I know there are already [two questions](http://stats.stackexchange.com/search?q=multivariate+nonlinear+regression+) on this topic, but neither has an answer.  

I have a set of $N$ experiments. For each experiment, denoted by a vector of predictors $\mathbf{x}$, I measure $m$ values $y(f_1)\dots y(f_m)$ of a quantity $y$ at increasing frequency values. In other words, the result of each experiment is not a scalar but a function of frequency, measured at $m$ different frequencies. I thus have a total of $N\times m $ measured values of $y$.

I have a model for the results of this experiment, which is given by a computer code $g(f, \mathbf{x}, \boldsymbol{\theta})$, where the  $\boldsymbol{\theta}$ are calibration parameters. The setting is very similar to [this question](http://stats.stackexchange.com/questions/264598/modern-approaches-to-nonlinear-regression-which-are-available-in-r), with the added complication that now the output of the code is multivariate (a vector, instead than a scalar).

I would like to calibrate my code. I think I could use multivariate multiple nonlinear   least squares . However, I'm only familiar with multiple nonlinear least squares (single output). How do you calibrate on all outputs at once? Also, given a specific experiment, I'm not sure that errors at different frequencies are independent. As a matter of fact, based on past investigations I expect that (**before calibration**) the code results will match the trend in frequency of the measurements, but not the absolute values. What should I do in this case?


• Your objective: The expected output is the complete data, reproduced exactly.

*** Begin section ***

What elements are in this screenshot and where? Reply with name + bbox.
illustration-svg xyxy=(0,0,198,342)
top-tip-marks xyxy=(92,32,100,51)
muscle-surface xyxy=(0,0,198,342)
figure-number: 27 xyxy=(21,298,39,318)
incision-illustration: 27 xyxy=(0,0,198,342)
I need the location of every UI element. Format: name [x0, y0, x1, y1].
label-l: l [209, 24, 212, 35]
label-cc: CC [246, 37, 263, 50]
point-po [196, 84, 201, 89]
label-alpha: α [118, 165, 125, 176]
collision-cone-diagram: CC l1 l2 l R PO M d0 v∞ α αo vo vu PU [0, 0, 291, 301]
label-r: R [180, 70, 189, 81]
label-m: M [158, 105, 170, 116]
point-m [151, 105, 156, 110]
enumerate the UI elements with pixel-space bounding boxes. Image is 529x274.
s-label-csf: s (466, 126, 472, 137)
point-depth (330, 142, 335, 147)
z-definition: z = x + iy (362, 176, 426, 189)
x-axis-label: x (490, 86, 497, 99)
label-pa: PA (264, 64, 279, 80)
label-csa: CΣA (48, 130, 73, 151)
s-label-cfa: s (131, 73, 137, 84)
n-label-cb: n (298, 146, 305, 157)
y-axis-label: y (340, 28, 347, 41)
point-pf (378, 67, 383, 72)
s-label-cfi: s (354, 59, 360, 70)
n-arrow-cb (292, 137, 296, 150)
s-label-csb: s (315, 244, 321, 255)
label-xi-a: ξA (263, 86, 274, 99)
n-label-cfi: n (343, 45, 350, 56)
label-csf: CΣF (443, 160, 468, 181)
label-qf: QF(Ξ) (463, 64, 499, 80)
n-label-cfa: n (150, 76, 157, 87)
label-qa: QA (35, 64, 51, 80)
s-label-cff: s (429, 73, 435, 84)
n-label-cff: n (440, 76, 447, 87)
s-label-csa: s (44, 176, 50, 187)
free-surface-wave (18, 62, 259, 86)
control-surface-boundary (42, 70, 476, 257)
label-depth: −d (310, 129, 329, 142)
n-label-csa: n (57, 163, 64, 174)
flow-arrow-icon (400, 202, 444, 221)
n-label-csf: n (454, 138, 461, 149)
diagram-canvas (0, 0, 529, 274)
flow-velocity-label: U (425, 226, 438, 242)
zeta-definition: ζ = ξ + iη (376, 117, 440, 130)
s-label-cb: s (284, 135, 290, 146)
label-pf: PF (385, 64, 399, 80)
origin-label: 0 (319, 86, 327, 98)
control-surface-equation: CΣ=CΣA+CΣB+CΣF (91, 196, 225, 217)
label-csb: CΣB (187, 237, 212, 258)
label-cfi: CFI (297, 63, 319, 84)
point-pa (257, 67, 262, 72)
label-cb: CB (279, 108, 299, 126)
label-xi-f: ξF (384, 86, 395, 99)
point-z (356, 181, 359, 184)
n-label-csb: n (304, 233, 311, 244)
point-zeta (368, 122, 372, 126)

*** End section ***

• Exercise answer:
What elements are in this screenshot and where? Reply with name + bbox.
illustration-svg xyxy=(0,0,198,342)
top-tip-marks xyxy=(92,32,100,51)
muscle-surface xyxy=(0,0,198,342)
figure-number: 27 xyxy=(21,298,39,318)
incision-illustration: 27 xyxy=(0,0,198,342)
I need the location of every UI element. Format: name [x0, y0, x1, y1].
label-l: l [209, 24, 212, 35]
label-cc: CC [246, 37, 263, 50]
point-po [196, 84, 201, 89]
label-alpha: α [118, 165, 125, 176]
collision-cone-diagram: CC l1 l2 l R PO M d0 v∞ α αo vo vu PU [0, 0, 291, 301]
label-r: R [180, 70, 189, 81]
label-m: M [158, 105, 170, 116]
point-m [151, 105, 156, 110]
enumerate the UI elements with pixel-space bounding boxes. Image is 529x274.
s-label-csf: s (466, 126, 472, 137)
point-depth (330, 142, 335, 147)
z-definition: z = x + iy (362, 176, 426, 189)
x-axis-label: x (490, 86, 497, 99)
label-pa: PA (264, 64, 279, 80)
label-csa: CΣA (48, 130, 73, 151)
s-label-cfa: s (131, 73, 137, 84)
n-label-cb: n (298, 146, 305, 157)
y-axis-label: y (340, 28, 347, 41)
point-pf (378, 67, 383, 72)
s-label-cfi: s (354, 59, 360, 70)
n-arrow-cb (292, 137, 296, 150)
s-label-csb: s (315, 244, 321, 255)
label-xi-a: ξA (263, 86, 274, 99)
n-label-cfi: n (343, 45, 350, 56)
label-csf: CΣF (443, 160, 468, 181)
label-qf: QF(Ξ) (463, 64, 499, 80)
n-label-cfa: n (150, 76, 157, 87)
label-qa: QA (35, 64, 51, 80)
s-label-cff: s (429, 73, 435, 84)
n-label-cff: n (440, 76, 447, 87)
s-label-csa: s (44, 176, 50, 187)
free-surface-wave (18, 62, 259, 86)
control-surface-boundary (42, 70, 476, 257)
label-depth: −d (310, 129, 329, 142)
n-label-csa: n (57, 163, 64, 174)
flow-arrow-icon (400, 202, 444, 221)
n-label-csf: n (454, 138, 461, 149)
diagram-canvas (0, 0, 529, 274)
flow-velocity-label: U (425, 226, 438, 242)
zeta-definition: ζ = ξ + iη (376, 117, 440, 130)
s-label-cb: s (284, 135, 290, 146)
label-pf: PF (385, 64, 399, 80)
origin-label: 0 (319, 86, 327, 98)
control-surface-equation: CΣ=CΣA+CΣB+CΣF (91, 196, 225, 217)
label-csb: CΣB (187, 237, 212, 258)
label-cfi: CFI (297, 63, 319, 84)
point-pa (257, 67, 262, 72)
label-cb: CB (279, 108, 299, 126)
label-xi-f: ξF (384, 86, 395, 99)
point-z (356, 181, 359, 184)
n-label-csb: n (304, 233, 311, 244)
point-zeta (368, 122, 372, 126)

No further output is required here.